(Swahili, derived from Arabic safariyya, "journey, voyage")

Originally, a hunting expedition in the wilderness, especially in Central, South and East Africa. In this sense of the word, the first safaris were carried out in the wake of the last wave of African exploration by Europeans and Americans.

However, during the period between the World Wars, the safari as a quasi-recreational "adventure" attracted growing attention in the Western world, particularly through the writings of Karen Blixen and Ernest Hemingway. Until well after World War II, though, the safari was a luxury activity, reserved for the wealthy. It was only with the growth of international tourism in the 1960s that this form of vacation became more accessible to the "common man".

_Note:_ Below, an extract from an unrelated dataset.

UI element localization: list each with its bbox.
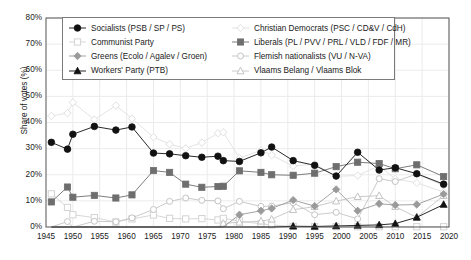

Today, the concept has been expanded to include "photo safaris", where only cameras are used to "shoot", and guided tours into wildlife preserves. Legal big game hunting, on the other hand, has become almost obsolete, with the advent of game protection laws and the classification of many of the large animals of Africa as endangered.

R-R-Roaring action for big game players

Safari was one the first fifty or so arcade games ever made. This 1977 release was a joint venture between Sega and Gremlin. It came in a green dedicated cabinet with sideart of a hunter in a jungle scene. This may have been the first game to utilize twin joysticks. The first was a 4-Way joystick that controlled the movement of your hunter. While the second was a 2-Way joystick with a top mounted fire button. That one was used to aim and shoot. The 2-Way joystick with fire button is no longer produced, use a standard 8-Way with fire button as a replacement (removing the microswitches for left and right).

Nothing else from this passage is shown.